Episode Report Card M. Giant: B | Grade It Now! YOU GRADE IT One-Term Wonder
By M. Giant | Season 5 | Episode 23 | Aired on 05.21.2006
Up in the control room, Bierko is micromanaging: "With the last three missiles, make sure you overlap these population centers in San Francisco." Man, San Francisco is always getting the shit end on this show. The henchman starts tapping the weapons system keyboard.
Down below, Rooney has located a wheeled cart loaded with tools, which is just the kind of thing you want rolling around on a submarine during a crash dive or an emergency main ballast tank blow. He tips the cart over, with aurally impressive results.
Up in the control room, Bierko hears the crash. "Keep working," he tells his henchman, and pulls his handgun out of his Bond-villain jacket to go investigate. He almost immediately meets his other two henchmen down in the missile room, which seems rather geographically suspect to me, and tells them to come with him.
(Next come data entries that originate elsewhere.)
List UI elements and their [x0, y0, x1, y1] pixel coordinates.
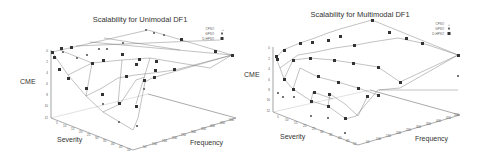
svg-text:12: 12 — [267, 109, 271, 113]
chart-unimodal: Scalability for Unimodal DF1 CPSO GPSO D… — [0, 0, 240, 159]
svg-text:100: 100 — [152, 142, 157, 146]
svg-text:400: 400 — [436, 119, 441, 123]
svg-text:5: 5 — [277, 115, 279, 119]
svg-text:400: 400 — [210, 124, 215, 128]
svg-text:20: 20 — [303, 124, 307, 128]
svg-text:50: 50 — [366, 140, 370, 144]
y-axis-label: Frequency — [190, 139, 224, 147]
svg-text:12: 12 — [45, 116, 49, 120]
svg-text:250: 250 — [406, 128, 411, 132]
svg-text:8: 8 — [46, 93, 48, 97]
z-axis-label: CME — [244, 71, 260, 78]
legend-gpso: GPSO — [205, 32, 214, 36]
svg-text:2: 2 — [268, 57, 270, 61]
svg-text:45: 45 — [346, 139, 350, 143]
dhpso-markers — [51, 38, 234, 108]
svg-text:20: 20 — [79, 130, 83, 134]
svg-text:45: 45 — [119, 145, 123, 149]
svg-text:6: 6 — [268, 78, 270, 82]
chart-title: Scalability for Multimodal DF1 — [310, 10, 409, 19]
svg-text:8: 8 — [268, 88, 270, 92]
svg-text:300: 300 — [191, 130, 196, 134]
svg-text:50: 50 — [353, 142, 357, 146]
svg-text:+: + — [222, 28, 224, 32]
svg-text:0: 0 — [268, 46, 270, 50]
z-ticks: 0 2 4 6 8 10 12 — [45, 49, 49, 120]
svg-text:500: 500 — [454, 113, 459, 117]
svg-text:35: 35 — [329, 133, 333, 137]
svg-text:200: 200 — [396, 131, 401, 135]
svg-text:15: 15 — [71, 127, 75, 131]
svg-text:450: 450 — [446, 116, 451, 120]
svg-text:35: 35 — [103, 139, 107, 143]
legend-cpso: CPSO — [435, 22, 444, 26]
x-axis-label: Severity — [57, 136, 83, 144]
svg-text:50: 50 — [143, 145, 147, 149]
svg-text:40: 40 — [338, 136, 342, 140]
svg-text:6: 6 — [46, 82, 48, 86]
svg-text:+: + — [448, 23, 450, 27]
svg-text:10: 10 — [63, 124, 67, 128]
chart-multimodal: Scalability for Multimodal DF1 CPSO GPSO… — [240, 0, 480, 159]
legend: CPSO GPSO D-HPSO + — [202, 27, 224, 41]
svg-text:300: 300 — [416, 125, 421, 129]
svg-text:30: 30 — [95, 136, 99, 140]
svg-text:50: 50 — [127, 148, 131, 152]
svg-text:10: 10 — [285, 118, 289, 122]
svg-text:25: 25 — [312, 127, 316, 131]
svg-text:10: 10 — [45, 104, 49, 108]
svg-text:450: 450 — [220, 121, 225, 125]
svg-text:40: 40 — [111, 142, 115, 146]
svg-text:350: 350 — [201, 127, 206, 131]
chart-unimodal-svg: Scalability for Unimodal DF1 CPSO GPSO D… — [0, 0, 240, 159]
legend-cpso: CPSO — [205, 27, 214, 31]
svg-text:30: 30 — [320, 130, 324, 134]
chart-multimodal-svg: Scalability for Multimodal DF1 CPSO GPSO… — [240, 0, 480, 159]
gpso-markers — [62, 29, 165, 127]
svg-text:10: 10 — [267, 98, 271, 102]
z-ticks: 0 2 4 6 8 10 12 — [267, 46, 271, 113]
svg-text:350: 350 — [426, 122, 431, 126]
svg-text:150: 150 — [386, 134, 391, 138]
legend-dhpso: D-HPSO — [432, 32, 444, 36]
svg-text:4: 4 — [46, 71, 48, 75]
svg-text:4: 4 — [268, 67, 270, 71]
svg-text:5: 5 — [56, 121, 58, 125]
svg-text:250: 250 — [181, 133, 186, 137]
svg-text:0: 0 — [46, 49, 48, 53]
x-axis-label: Severity — [280, 133, 306, 141]
svg-text:150: 150 — [162, 139, 167, 143]
chart-title: Scalability for Unimodal DF1 — [93, 15, 188, 24]
y-axis-label: Frequency — [415, 135, 449, 143]
legend-gpso: GPSO — [435, 27, 444, 31]
z-axis-label: CME — [20, 78, 36, 85]
surface — [276, 20, 458, 119]
svg-text:500: 500 — [229, 118, 234, 122]
svg-text:25: 25 — [87, 133, 91, 137]
surface — [52, 30, 232, 130]
svg-text:200: 200 — [172, 136, 177, 140]
svg-text:15: 15 — [294, 121, 298, 125]
legend: CPSO GPSO D-HPSO + — [432, 22, 450, 36]
svg-text:100: 100 — [376, 137, 381, 141]
svg-text:2: 2 — [46, 60, 48, 64]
Above decks, Kiefer has led his guys into position very close to the control room. He holds a small hand-mirror around the corner of the gangway, and ascertains that there's still one bad guy in the control room. Kiefer tells McCullough that he's going to get into position. "When he's directly above me, signal me with the mirror." McCullough takes the mirror and the position from Kiefer, who belly-crawls down the corridor, unseen by the bad guy, until he's backed up against a console. He pulls out his switchblade and waits. Not three feet away, the bad guy hits a key on the keyboard, and little wire-frame illustrations of twelve missiles light up on the screen. Chloe reports in his earpiece that the missiles are armed and will launch in three minutes. Kiefer had better hope that the bad guy moves over him before them. Fortunately he does, and on McCullough's signal he stands up and jabs his knife into the bad guy's throat. "We're all clear," Kiefer growls into the mouthful of dark blood that the henchman is spewing forth onto his hands. Jesus, Fox, do you realize how early it is? Rupert Murdoch is going to have to have his "news" channel do some extra sucking up to keep the FCC off his ass this week. This is the most throat-stabbing-intensive hour of broadcast TV I've ever seen before eight o'clock Central. Weapons still drawn, Henderson and McCullough join Kiefer in the control room as he covers the aft entryway. Upon reaching the computer screen, Henderson reports that he's going to have to "reverse all these codes manually." I don't know what that means, but it sounds time-intensive. Kiefer asks if there's enough time, and Henderson, who's already at work, responds, "I don't want to be here any more than you if the F-18s take out this sub." Kiefer says he and McCullough will make sure Henderson is left alone to do his work, and he leads his doomed sidekick out to chase after the terrorists. I'm thinking that left alone in the control room, with access to the steering, Henderson could make quite the dramatic escape attempt right now if he had a mind to. And if the show had the budget to shoot a submarine chase. Maybe next year.